When I was a child my parents rented a house every summer for our vacation week on Cape Cod. It was a small grey cottage with faded red shutters right on the beach. You opened the door and walked onto the sand and then into the water. We stayed there most times with my cousins and their parents.
We swam and played all day long, we hardly ever left the water. When night fell and the hot air of day refused to make way for the cool air of the night we jumped off the dock into the black ocean to cool off. We didn’t see sharks circling, waiting for us, but we imagined them there just the same.
All the family showed up at one point or another. Both sets of grandparents came for a day, all the uncles and aunts and all their kids and distant cousins on another day. Everyone came down at some point to spend at least a day with us to enjoy the ocean and the little shingle cottage on the beach.
There is a bike path that runs along the shoreline near the cottage to the small coastal village of Woods Hole, famous as the spot to get the ferry to Martha’s Vineyard and also for the Woods Hole Oceanographic Institute. When I was about 12 or so and wanted to get away and have some time to myself I used to race along on my Univega 10 speed a few miles on the path from the cottage to the village. The bike path ran right along the water for most of the ride, there were big rocks by the shore and deep water to dive into. I always brought a towel with me and found the biggest rock and jumped in the water to swim and float under the summer sun, drifting, eyes closed, letting the current gently move me along.
On the main road of this tiny village there is a bridge that is raised for sailboats in the marina to pass into the open ocean. It seemed that my timing was near perfect everyday to have to stop my Univega at the bridge while the man in the booth raised and lowered the road for the boats that passed underneath. Traveling through the town and weaving my bike in and out of the way of tourists walking aimlessly I finally made it to my destination, the docks near the tiny aquarium. There was an old man selling chili dogs out of a pushcart. He was there every summer. He seemed as if there was no other place he would rather be. I would buy a chili dog and then walk my bike to the end of the dock and eat it and look out at the ocean watching the waves move, traveling in my mind to all the far away places that lay across the sea.
All the cottages are mostly gone now along that stretch of beach, replaced by much bigger homes elevated to keep them out of harm's way from winter storms. The man selling hot dogs is gone. The tourists still wander about aimlessly, I still ride my bike through town and sit at the docks. I still stop to swim in the sea. The sea never changes.
these images were from a day this summer spent with a friend riding along that same path, jumping into that same ocean.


Problem details:
The entries must be repeated verbatim, and their images left out.

Entries provided:
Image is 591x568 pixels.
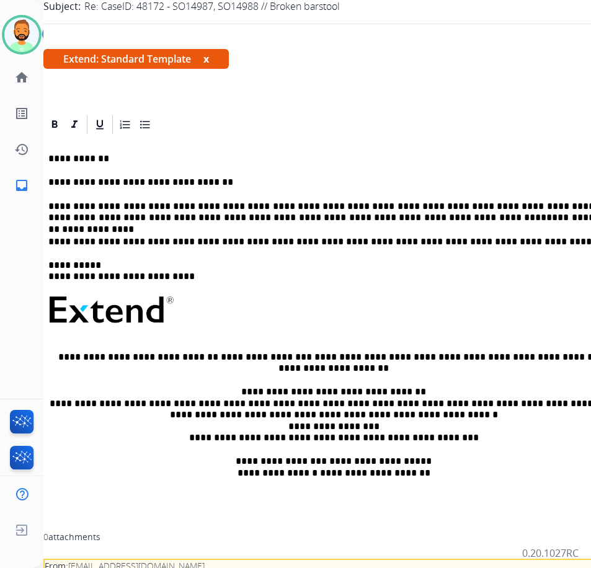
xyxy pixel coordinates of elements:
[43,49,229,69] span: Extend: Standard Template
[43,531,48,542] span: 0
[14,106,29,121] mat-icon: list_alt
[14,178,29,193] mat-icon: inbox
[14,142,29,157] mat-icon: history
[14,70,29,85] mat-icon: home
[116,115,135,134] div: Ordered List
[203,51,209,66] button: x
[136,115,154,134] div: Bullet List
[43,531,100,543] div: attachments
[65,115,84,134] div: Italic
[4,17,39,52] img: avatar
[45,115,64,134] div: Bold
[522,546,578,560] p: 0.20.1027RC
[91,115,109,134] div: Underline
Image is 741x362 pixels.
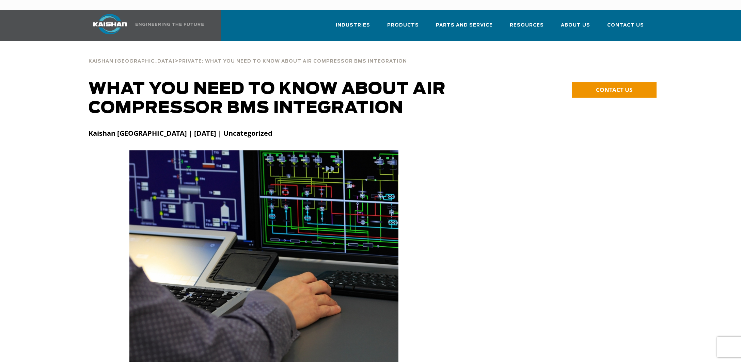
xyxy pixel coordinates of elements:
[607,21,644,29] span: Contact Us
[88,80,509,118] h1: What You Need to Know about Air Compressor BMS Integration
[561,16,590,39] a: About Us
[88,58,175,64] a: Kaishan [GEOGRAPHIC_DATA]
[510,21,544,29] span: Resources
[84,10,205,41] a: Kaishan USA
[436,21,493,29] span: Parts and Service
[88,59,175,64] span: Kaishan [GEOGRAPHIC_DATA]
[336,21,370,29] span: Industries
[436,16,493,39] a: Parts and Service
[607,16,644,39] a: Contact Us
[336,16,370,39] a: Industries
[387,21,419,29] span: Products
[561,21,590,29] span: About Us
[178,59,407,64] span: Private: What You Need to Know about Air Compressor BMS Integration
[88,129,272,138] strong: Kaishan [GEOGRAPHIC_DATA] | [DATE] | Uncategorized
[510,16,544,39] a: Resources
[88,51,407,67] div: >
[572,82,656,98] a: CONTACT US
[84,14,135,34] img: kaishan logo
[135,23,204,26] img: Engineering the future
[596,86,632,94] span: CONTACT US
[387,16,419,39] a: Products
[178,58,407,64] a: Private: What You Need to Know about Air Compressor BMS Integration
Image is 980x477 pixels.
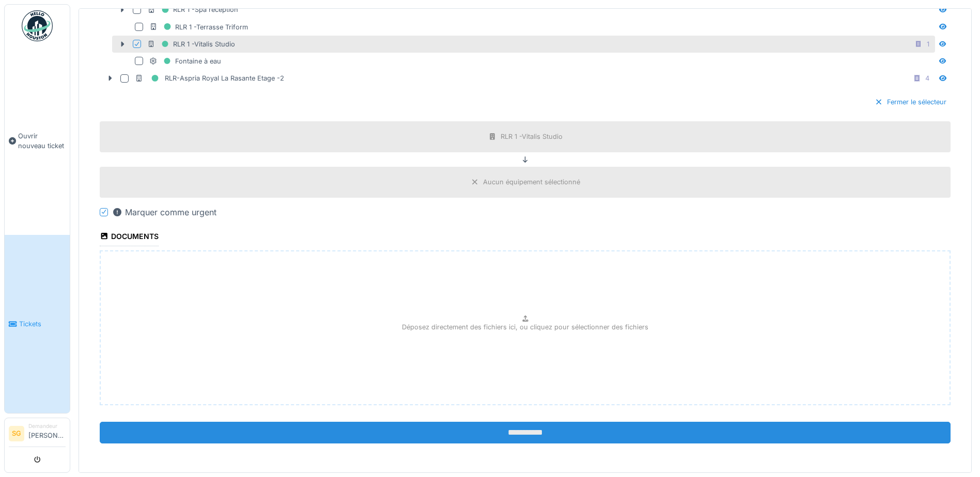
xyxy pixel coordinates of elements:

Answer box:
Image is 591x568 pixels.
xyxy pixel coordinates of elements:
[43,49,229,69] span: Extend: Standard Template
[43,531,48,542] span: 0
[14,106,29,121] mat-icon: list_alt
[14,178,29,193] mat-icon: inbox
[14,142,29,157] mat-icon: history
[14,70,29,85] mat-icon: home
[116,115,135,134] div: Ordered List
[203,51,209,66] button: x
[136,115,154,134] div: Bullet List
[43,531,100,543] div: attachments
[65,115,84,134] div: Italic
[4,17,39,52] img: avatar
[45,115,64,134] div: Bold
[522,546,578,560] p: 0.20.1027RC
[91,115,109,134] div: Underline
Image is 741x362 pixels.
xyxy pixel coordinates of elements:
[607,21,644,29] span: Contact Us
[88,80,509,118] h1: What You Need to Know about Air Compressor BMS Integration
[561,16,590,39] a: About Us
[88,58,175,64] a: Kaishan [GEOGRAPHIC_DATA]
[510,21,544,29] span: Resources
[84,10,205,41] a: Kaishan USA
[436,21,493,29] span: Parts and Service
[88,59,175,64] span: Kaishan [GEOGRAPHIC_DATA]
[336,21,370,29] span: Industries
[436,16,493,39] a: Parts and Service
[607,16,644,39] a: Contact Us
[336,16,370,39] a: Industries
[387,21,419,29] span: Products
[561,21,590,29] span: About Us
[178,59,407,64] span: Private: What You Need to Know about Air Compressor BMS Integration
[88,129,272,138] strong: Kaishan [GEOGRAPHIC_DATA] | [DATE] | Uncategorized
[510,16,544,39] a: Resources
[88,51,407,67] div: >
[572,82,656,98] a: CONTACT US
[84,14,135,34] img: kaishan logo
[135,23,204,26] img: Engineering the future
[596,86,632,94] span: CONTACT US
[387,16,419,39] a: Products
[178,58,407,64] a: Private: What You Need to Know about Air Compressor BMS Integration
Image is 980x477 pixels.
xyxy pixel coordinates of elements:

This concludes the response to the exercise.